Thanks for the info on alarm and timeouts, this was a big help.  One further 
comment:

Michael Fuhr wrote:
 eval {
    local $SIG{ALRM} = sub {die("Timeout");};
    $time = gettimeofday;
    alarm 20;
    $sth = $dbh->prepare("a query that may take a long time...");
    $sth->execute();
    alarm 0;
 };
 if ($@ && $@ =~ /Timeout/) {
    my $elapsed = gettimeofday - $time;
    print "Timed out after $elapsed seconds";
 }

Now the mystery: It works, but it hardly matters what time I use for the alarm call, the actual alarm event always happens at 26 seconds...
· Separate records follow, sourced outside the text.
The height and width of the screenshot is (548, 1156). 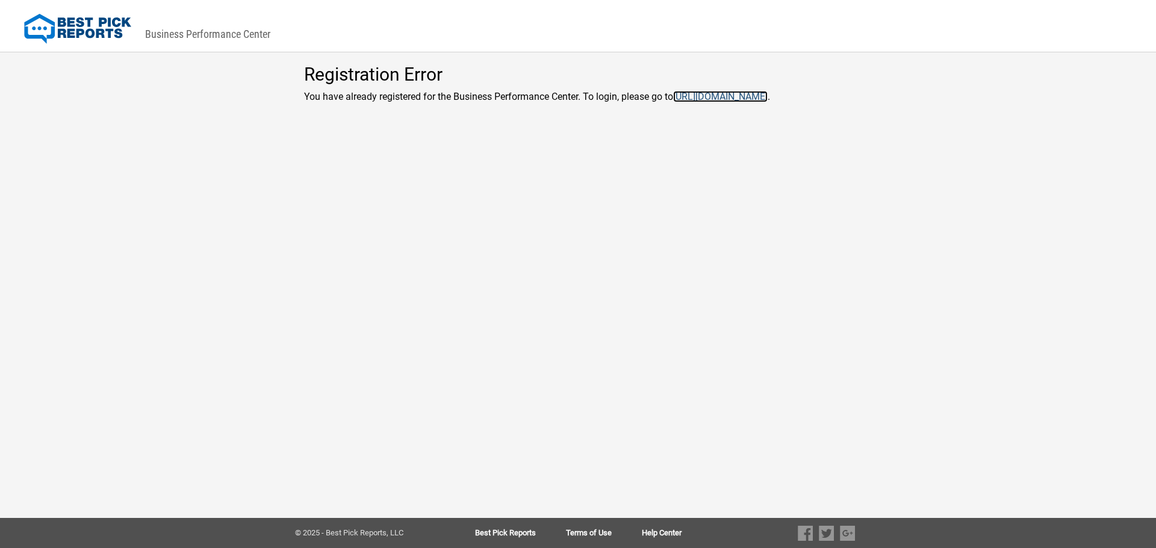 What do you see at coordinates (662, 533) in the screenshot?
I see `a: Help Center` at bounding box center [662, 533]. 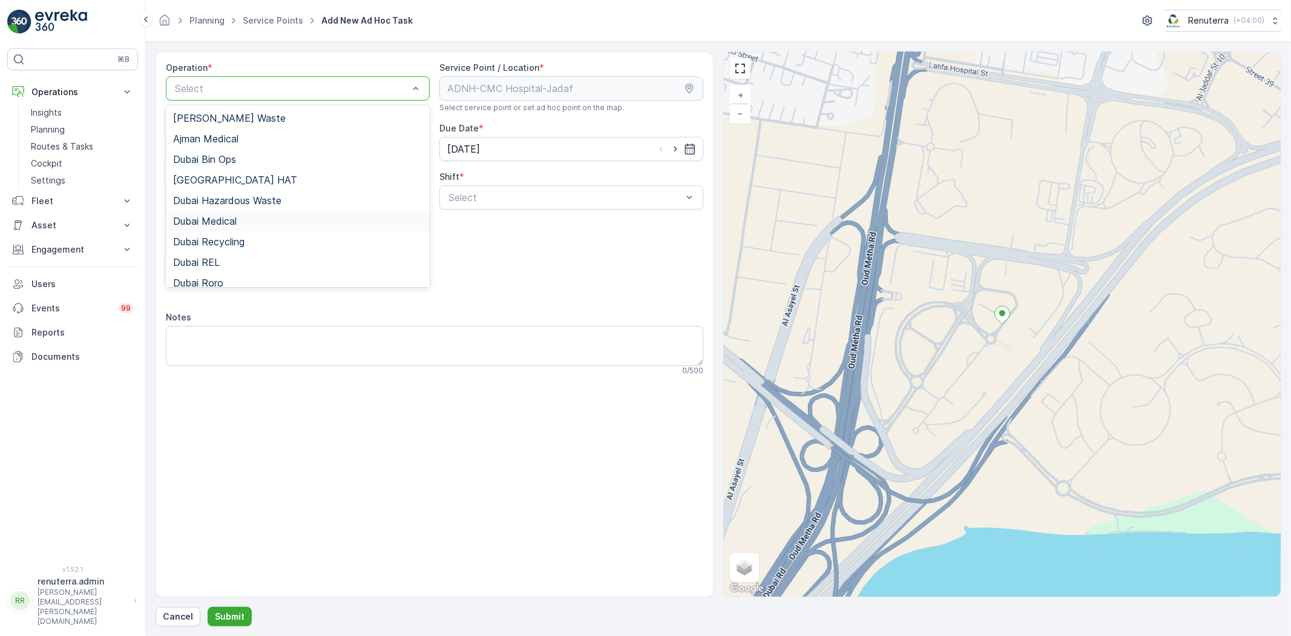 What do you see at coordinates (73, 308) in the screenshot?
I see `a: Events99` at bounding box center [73, 308].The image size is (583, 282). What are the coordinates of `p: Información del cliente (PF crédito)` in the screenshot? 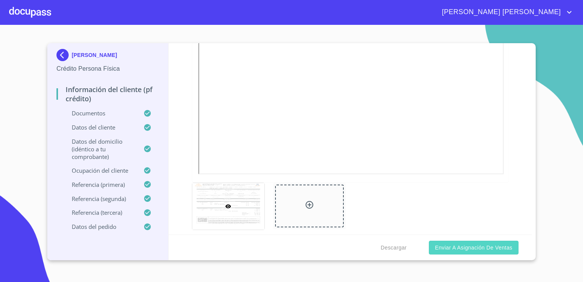 It's located at (108, 94). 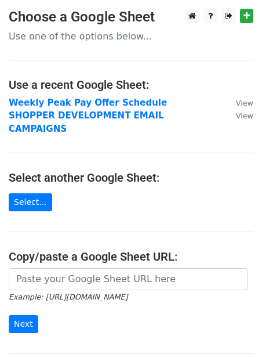 I want to click on p: Use one of the options below..., so click(x=131, y=36).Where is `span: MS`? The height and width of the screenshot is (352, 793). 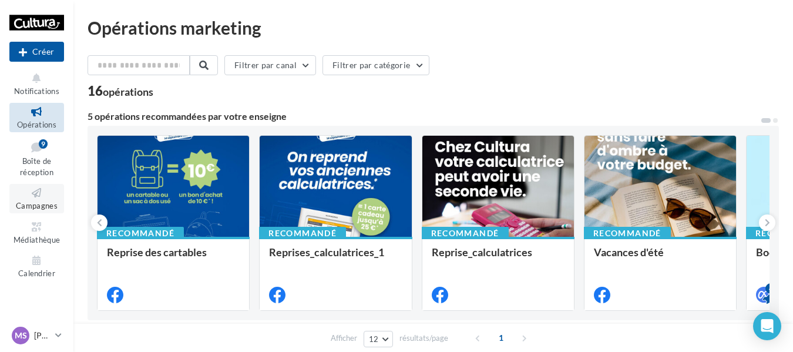 span: MS is located at coordinates (21, 335). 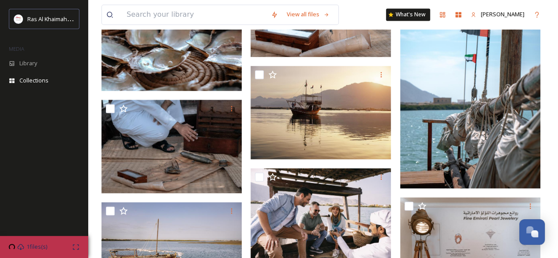 What do you see at coordinates (308, 14) in the screenshot?
I see `div: View all files` at bounding box center [308, 14].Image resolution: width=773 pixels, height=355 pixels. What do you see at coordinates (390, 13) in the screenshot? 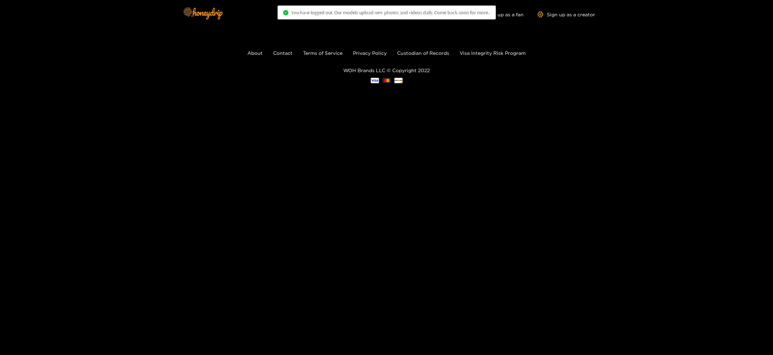
I see `span: You have logged out. Our models upload new photos and videos daily. Come back soon for more..` at bounding box center [390, 13].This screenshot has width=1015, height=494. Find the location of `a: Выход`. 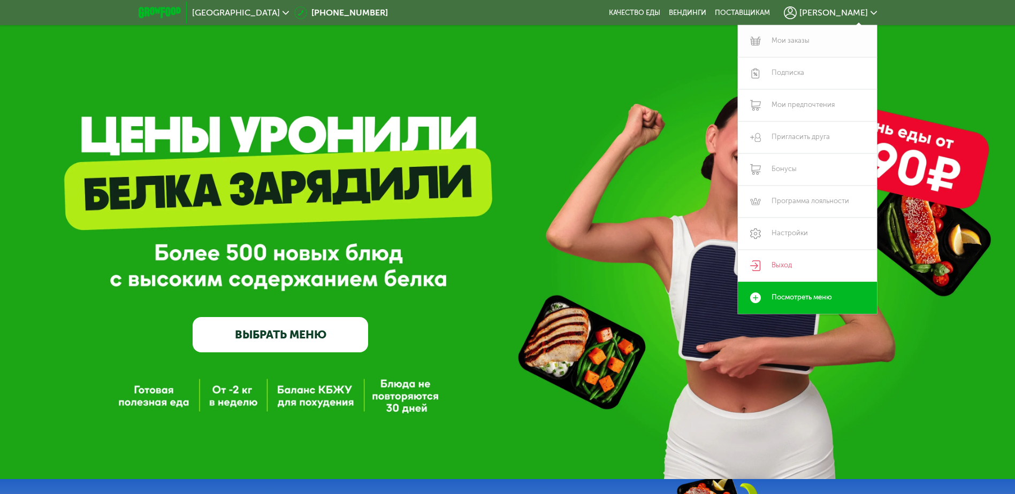

a: Выход is located at coordinates (807, 266).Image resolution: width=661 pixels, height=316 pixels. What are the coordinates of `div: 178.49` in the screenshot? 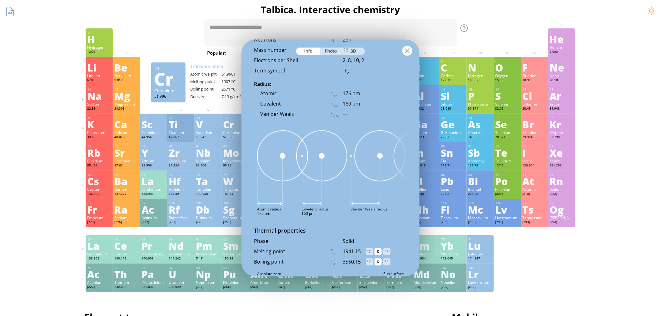 It's located at (180, 194).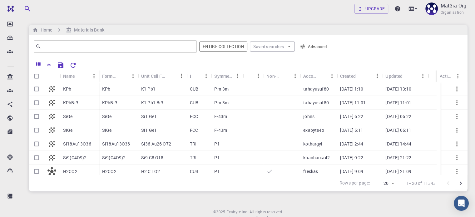 The height and width of the screenshot is (217, 475). Describe the element at coordinates (273, 47) in the screenshot. I see `button: Saved searches` at that location. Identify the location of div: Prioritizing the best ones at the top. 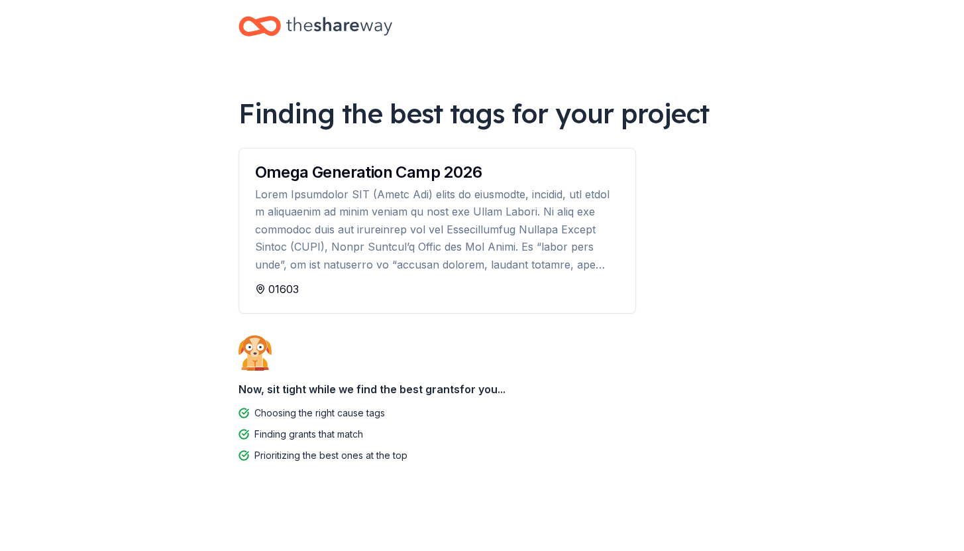
(331, 455).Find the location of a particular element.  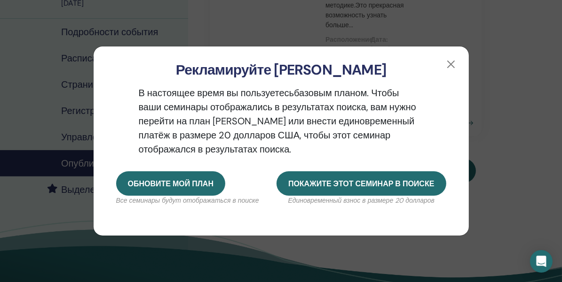

ya-tr-span: Все семинары будут отображаться в поиске is located at coordinates (188, 201).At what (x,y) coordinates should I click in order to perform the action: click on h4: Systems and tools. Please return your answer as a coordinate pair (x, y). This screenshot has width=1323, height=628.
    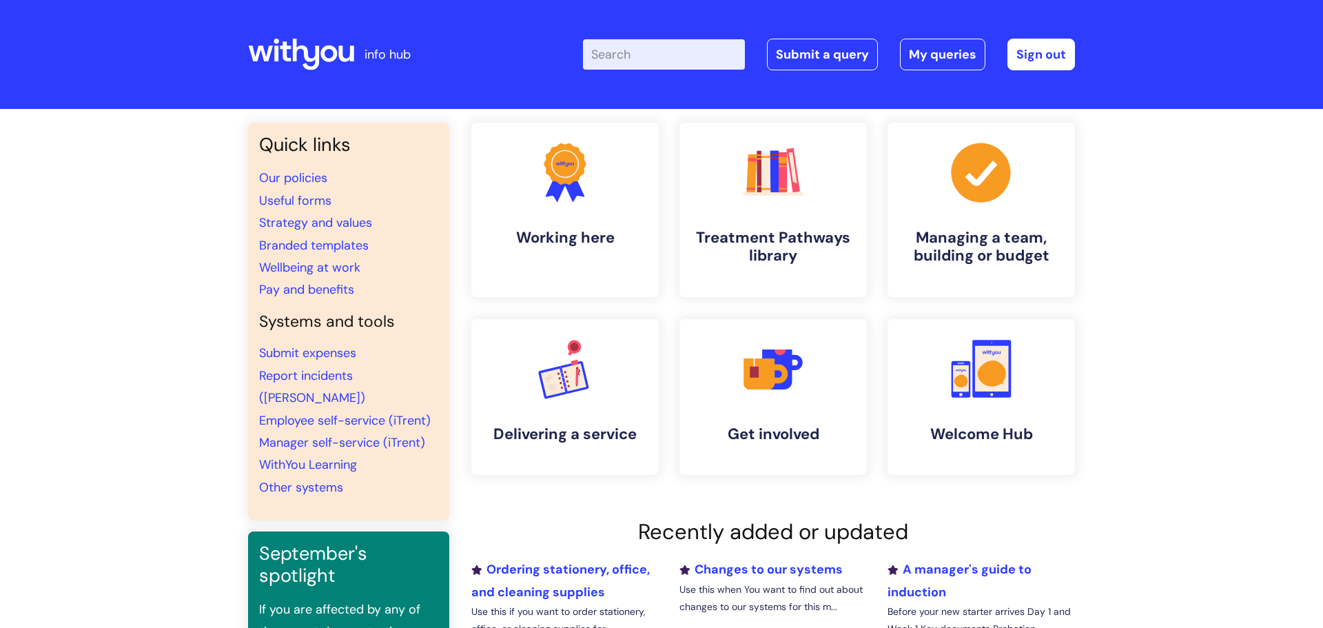
    Looking at the image, I should click on (349, 322).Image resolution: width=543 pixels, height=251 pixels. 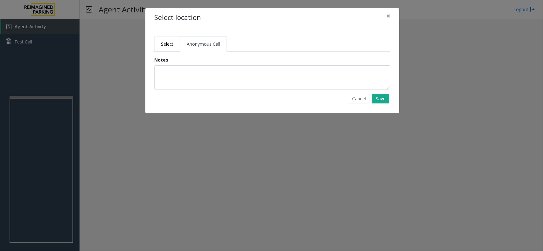 I want to click on button: Cancel, so click(x=359, y=99).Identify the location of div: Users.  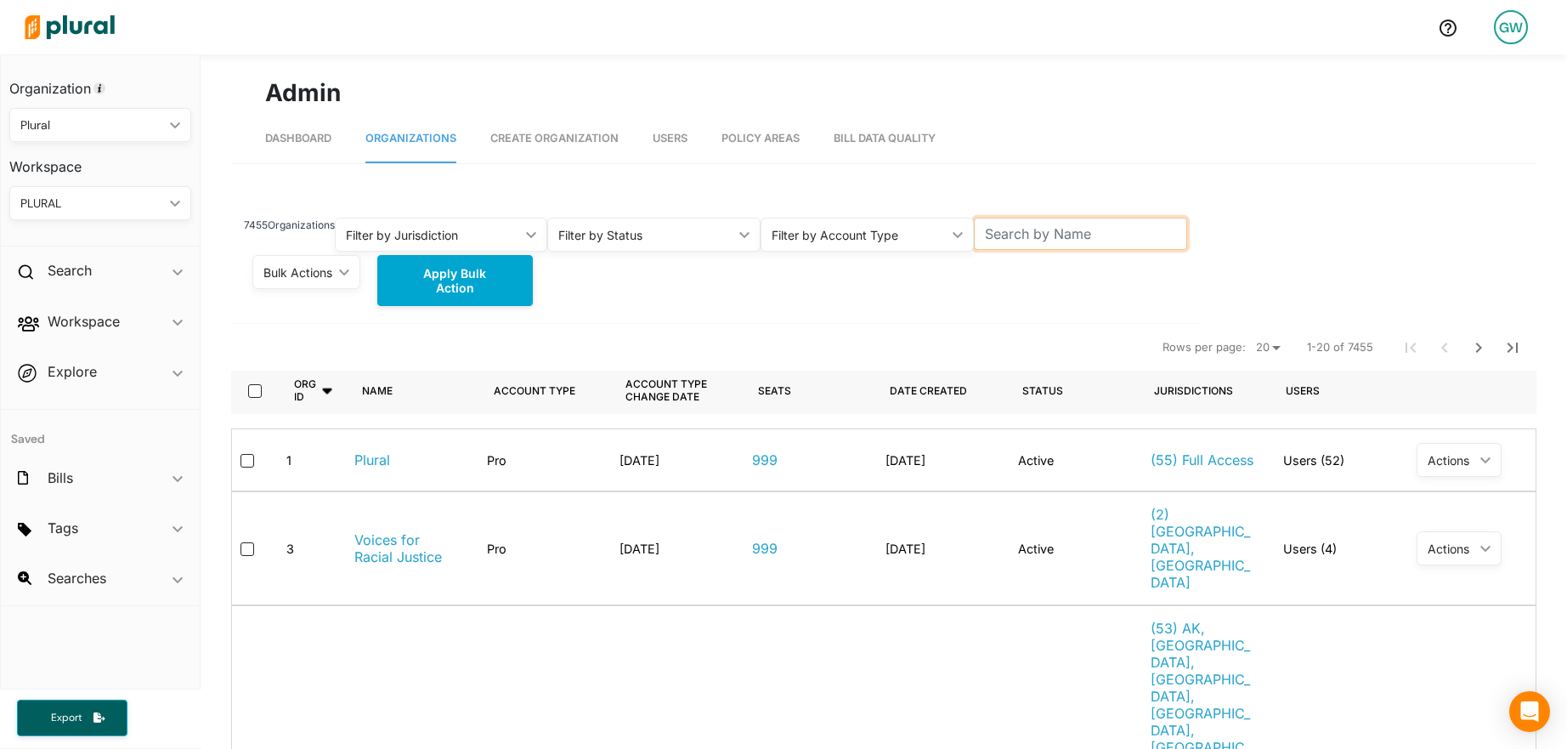
(1303, 390).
High-level languages' signal handlers don't always work well with
low-level libraries...

Is there a reason you're using alarm() in the client instead of
setting statement_timeout on the server?

statement_timeout solved the problem, thanks VERY much for the pointer.  To 
answer your question, I use alarm() because all the books and web references 
said that was how to do it. :-).  I've used alarm() with Perl (with a 3rd-party 
C lib that had a potential infinite loop) very successfully.

So thanks for the pointer to statement_timeout.  But...

When I set statement_timeout in the config file, it just didn't do anything - it never 
timed out (PG 8.0.3).  I finally found in the documentation that I can do "set 
statement_timeout = xxx" from PerlDBI on a per-client basis, and that works.